Ipswich Town are back in the Premier League — but managerless
Ipswich Town finished 2nd in the Championship 25/26 with 85 points, securing automatic promotion on 2 May 2026. They return to the Premier League after one season in the Championship — a second consecutive promotion attempt, having gone straight back down from the PL in 24/25. The biggest immediate FPL-relevant news for 26/27: Kieran McKenna resigned on 10 June 2026 to step away from management. As of today (15 June, four days before the PL fixtures release), Ipswich are managerless.
Chief executive Mark Ashton has said the replacement appointment will be "swift but thorough." Bookies favourite: Gary O'Neil (currently at Strasbourg, formerly Bournemouth and Wolves), with Ole Gunnar Solskjaer and Liam Rosenior also in the frame. Until the appointment lands, every Ipswich asset is un-pickable for FPL — the system, intensity, and starting XI are all unknown.
The McKenna exit changes the FPL framing entirely
Under McKenna, Ipswich played a structured 4-2-3-1 with high-pressing wide forwards and a possession-heavy build-up. Their 24/25 PL relegation came with a credible goal-difference profile — they conceded the third-fewest expected goals among bottom-half clubs that season. That tactical identity is now gone. The new manager could be anything from O'Neil's mid-block counter-attacking to Solskjaer's possession-direct hybrid to Rosenior's high-pressing 4-3-3.
For Fantasy Premier League managers, the correct read is: do not lock in any Ipswich asset before the new manager is appointed and pre-season minutes are confirmed. The window between today and 19 June fixtures release is the wrong moment to commit to Ipswich exposure. Wait.
Confirmed summer 2026 signings — Akpom and Kipré
Two confirmed transfers in, both pre-McKenna-exit: Chuba Akpom from Ajax (~€4.4m, contract to June 2029) and Cedric Kipré from Reims (~€2.5m, to June 2028). Akpom is the orthodox No. 9 the squad needed — he won the Championship Golden Boot at Middlesbrough in 22/23 with 28 goals before going to Olympiacos and Ajax. At a projected £6.0–6.5m FPL price, he is the most credible Ipswich attacking pick.
Kipré is a defensive depth signing — viable as a £4.0–4.5m bench filler if he locks down a starting role under the new manager. Reported but not confirmed: Jacob Greaves medical from Hull City, plus interest in Callum Wilson and Nick Pope. The squad reshape direction is clear — "spending for survival, echoing the McKenna-era 24/25 approach."
Ipswich's 25/26 Championship top scorer was Jack Clarke
Below Akpom and Kipré, the Ipswich asset most likely to translate to a PL FPL pick is Jack Clarke — 16 Championship goals as a winger in 25/26. Under a possession coach he is a 4-6 PL goal player with 6-10 assists in his ceiling year. George Hirst added 10 Championship goals as the previous No. 9; he likely drops to the bench once Akpom settles.
Importantly: Liam Delap is no longer at Ipswich. He was sold to Chelsea in summer 2025 for £30m, so any FPL guide listing Delap as an Ipswich asset for 26/27 is out of date. The "tracking Delap at Chelsea" angle is the relevant cross-rival narrative for Onside readers.
Ipswich's 26/27 survival outlook
Bookmakers price Ipswich at 4/6 for relegation — joint third-favourite to drop (alongside Coventry). The implied probability is around 60%. The pundit consensus reflects the manager risk: a squad that has spent in two consecutive promotion cycles, an experienced PL-relegation veteran in McKenna gone, and four weeks until pre-season starts properly.
For FPL: wait for the appointment, then re-rate. Watch Akpom specifically as the budget-mid-bracket striker pick. Avoid Ipswich defensive assets for GW1-5 — the back line under an unknown coach is the squad's biggest unknown. Captain-against Ipswich in any week the model rates them underdogs.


Look through the material for lines with the word "horizontal", and copy each one.

§ The data:
/---

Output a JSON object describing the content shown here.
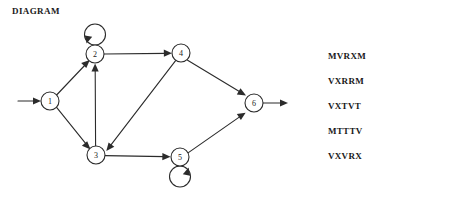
{
  "diagram": {
    "title": "DIAGRAM",
    "nodes": [
      {
        "id": "1",
        "label": "1",
        "cx": 50,
        "cy": 101,
        "r": 9
      },
      {
        "id": "2",
        "label": "2",
        "cx": 95,
        "cy": 54,
        "r": 9
      },
      {
        "id": "3",
        "label": "3",
        "cx": 96,
        "cy": 155,
        "r": 9
      },
      {
        "id": "4",
        "label": "4",
        "cx": 181,
        "cy": 53,
        "r": 9
      },
      {
        "id": "5",
        "label": "5",
        "cx": 180,
        "cy": 157,
        "r": 9
      },
      {
        "id": "6",
        "label": "6",
        "cx": 254,
        "cy": 103,
        "r": 9
      }
    ],
    "edges": [
      {
        "from": "entry",
        "to": "1",
        "kind": "entry"
      },
      {
        "from": "1",
        "to": "2",
        "kind": "straight"
      },
      {
        "from": "1",
        "to": "3",
        "kind": "straight"
      },
      {
        "from": "2",
        "to": "2",
        "kind": "self-loop-top"
      },
      {
        "from": "2",
        "to": "4",
        "kind": "straight"
      },
      {
        "from": "3",
        "to": "2",
        "kind": "straight"
      },
      {
        "from": "3",
        "to": "5",
        "kind": "straight"
      },
      {
        "from": "4",
        "to": "3",
        "kind": "straight"
      },
      {
        "from": "4",
        "to": "6",
        "kind": "straight"
      },
      {
        "from": "5",
        "to": "5",
        "kind": "self-loop-bottom"
      },
      {
        "from": "5",
        "to": "6",
        "kind": "straight"
      },
      {
        "from": "6",
        "to": "exit",
        "kind": "exit"
      }
    ],
    "stroke_color": "#2b2b2b",
    "node_fill": "#ffffff"
  },
  "sentences": {
    "title": "LEGAL SENTENCES",
    "items": [
      "MVRXM",
      "VXRRM",
      "VXTVT",
      "MTTTV",
      "VXVRX"
    ]
  }
}
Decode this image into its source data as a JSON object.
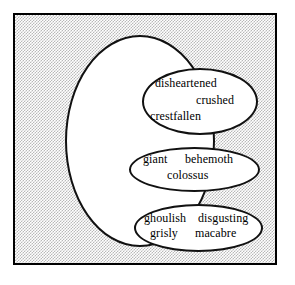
{
  "diagram": {
    "type": "nested-set-diagram",
    "background_pattern": "gray-stipple",
    "frame_color": "#000000",
    "ellipse_fill": "#ffffff",
    "ellipse_stroke": "#111111",
    "outer_set": {
      "name": "outer-ellipse",
      "label": ""
    },
    "groups": [
      {
        "name": "group-disheartened",
        "words": [
          {
            "text": "disheartened"
          },
          {
            "text": "crushed"
          },
          {
            "text": "crestfallen"
          }
        ]
      },
      {
        "name": "group-giant",
        "words": [
          {
            "text": "giant"
          },
          {
            "text": "behemoth"
          },
          {
            "text": "colossus"
          }
        ]
      },
      {
        "name": "group-ghoulish",
        "words": [
          {
            "text": "ghoulish"
          },
          {
            "text": "disgusting"
          },
          {
            "text": "grisly"
          },
          {
            "text": "macabre"
          }
        ]
      }
    ]
  }
}
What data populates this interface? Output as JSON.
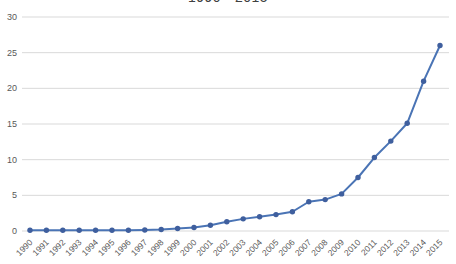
{
  "chart_data": {
    "type": "line",
    "title": "1990 - 2015",
    "x": [
      1990,
      1991,
      1992,
      1993,
      1994,
      1995,
      1996,
      1997,
      1998,
      1999,
      2000,
      2001,
      2002,
      2003,
      2004,
      2005,
      2006,
      2007,
      2008,
      2009,
      2010,
      2011,
      2012,
      2013,
      2014,
      2015
    ],
    "series": [
      {
        "name": "value",
        "values": [
          0.1,
          0.1,
          0.1,
          0.1,
          0.1,
          0.1,
          0.1,
          0.15,
          0.2,
          0.35,
          0.5,
          0.8,
          1.3,
          1.7,
          2.0,
          2.3,
          2.7,
          4.1,
          4.4,
          5.2,
          7.5,
          10.3,
          12.6,
          15.1,
          21,
          26
        ]
      }
    ],
    "xlabel": "",
    "ylabel": "",
    "ylim": [
      0,
      30
    ],
    "yticks": [
      0,
      5,
      10,
      15,
      20,
      25,
      30
    ],
    "grid": "horizontal",
    "legend": "none",
    "colors": {
      "line": "#4A74B5",
      "marker": "#3F5F9E",
      "gridline": "#D9D9D9",
      "tick_label": "#595959",
      "title": "#404040",
      "background": "#FFFFFF"
    }
  }
}
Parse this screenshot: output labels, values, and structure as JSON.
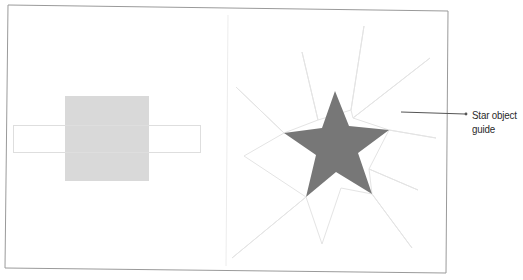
{
  "figure": {
    "type": "illustration-comparison",
    "panels": [
      {
        "id": "left",
        "description": "Square overlapping a thin horizontal rectangle outline",
        "shapes": [
          {
            "kind": "rect-outline",
            "role": "thin horizontal rectangle"
          },
          {
            "kind": "rect-filled",
            "role": "square",
            "fill": "#d9d9d9"
          }
        ]
      },
      {
        "id": "right",
        "description": "Five-point star with light multi-point star guide behind it",
        "shapes": [
          {
            "kind": "star-guide",
            "role": "star object guide",
            "stroke": "#e6e6e6"
          },
          {
            "kind": "star-filled",
            "role": "five-point star",
            "fill": "#777777"
          }
        ]
      }
    ],
    "callout": {
      "line1": "Star object",
      "line2": "guide",
      "line_color": "#555555"
    },
    "colors": {
      "frame": "#9a9a9a",
      "divider": "#ececec",
      "square_fill": "#d9d9d9",
      "rect_outline": "#dedede",
      "star_fill": "#777777",
      "guide_stroke": "#e4e4e4"
    }
  }
}
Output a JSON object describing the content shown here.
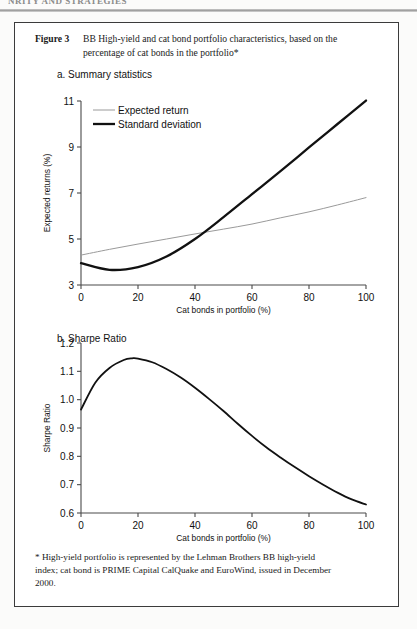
{
  "running_head": "NRITY AND STRATEGIES",
  "figure": {
    "number_label": "Figure 3",
    "caption_line1": "BB High-yield and cat bond portfolio characteristics, based on the",
    "caption_line2": "percentage of cat bonds in the portfolio*",
    "footnote_line1": "* High-yield portfolio is represented by the Lehman Brothers BB high-yield",
    "footnote_line2": "index; cat bond is PRIME Capital CalQuake and EuroWind, issued in December",
    "footnote_line3": "2000."
  },
  "panels": {
    "a": {
      "label": "a. Summary statistics"
    },
    "b": {
      "label": "b. Sharpe Ratio"
    }
  },
  "chart_data": [
    {
      "id": "summary-statistics",
      "type": "line",
      "title": "a. Summary statistics",
      "xlabel": "Cat bonds in portfolio (%)",
      "ylabel": "Expected returns (%)",
      "xlim": [
        0,
        100
      ],
      "ylim": [
        3,
        11
      ],
      "xticks": [
        0,
        20,
        40,
        60,
        80,
        100
      ],
      "yticks": [
        3,
        5,
        7,
        9,
        11
      ],
      "xtick_labels": [
        "0",
        "20",
        "40",
        "60",
        "80",
        "100"
      ],
      "ytick_labels": [
        "3",
        "5",
        "7",
        "9",
        "11"
      ],
      "grid": false,
      "legend_position": "upper-left",
      "x": [
        0,
        10,
        20,
        30,
        40,
        50,
        60,
        70,
        80,
        90,
        100
      ],
      "series": [
        {
          "name": "Expected return",
          "color": "#9a9a9a",
          "width": 1,
          "values": [
            4.3,
            4.55,
            4.78,
            5.0,
            5.22,
            5.43,
            5.65,
            5.92,
            6.18,
            6.48,
            6.8
          ]
        },
        {
          "name": "Standard deviation",
          "color": "#111111",
          "width": 2.3,
          "values": [
            3.95,
            3.66,
            3.78,
            4.24,
            5.0,
            5.95,
            6.95,
            7.95,
            8.98,
            10.0,
            11.02
          ]
        }
      ]
    },
    {
      "id": "sharpe-ratio",
      "type": "line",
      "title": "b. Sharpe Ratio",
      "xlabel": "Cat bonds in portfolio (%)",
      "ylabel": "Sharpe Ratio",
      "xlim": [
        0,
        100
      ],
      "ylim": [
        0.6,
        1.2
      ],
      "xticks": [
        0,
        20,
        40,
        60,
        80,
        100
      ],
      "yticks": [
        0.6,
        0.7,
        0.8,
        0.9,
        1.0,
        1.1,
        1.2
      ],
      "xtick_labels": [
        "0",
        "20",
        "40",
        "60",
        "80",
        "100"
      ],
      "ytick_labels": [
        "0.6",
        "0.7",
        "0.8",
        "0.9",
        "1.0",
        "1.1",
        "1.2"
      ],
      "grid": false,
      "legend_position": "none",
      "x": [
        0,
        5,
        10,
        15,
        18,
        20,
        25,
        30,
        35,
        40,
        45,
        50,
        55,
        60,
        65,
        70,
        75,
        80,
        85,
        90,
        95,
        100
      ],
      "series": [
        {
          "name": "Sharpe Ratio",
          "color": "#111111",
          "width": 1.8,
          "values": [
            0.965,
            1.06,
            1.112,
            1.14,
            1.146,
            1.145,
            1.132,
            1.108,
            1.078,
            1.042,
            1.002,
            0.96,
            0.915,
            0.872,
            0.832,
            0.796,
            0.762,
            0.73,
            0.7,
            0.672,
            0.648,
            0.63
          ]
        }
      ]
    }
  ]
}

\---

§ Expected answer:
    "grid": "horizontal",
        "description": "Square overlapping a thin horizontal rectangle outline",
            "role": "thin horizontal rectangle"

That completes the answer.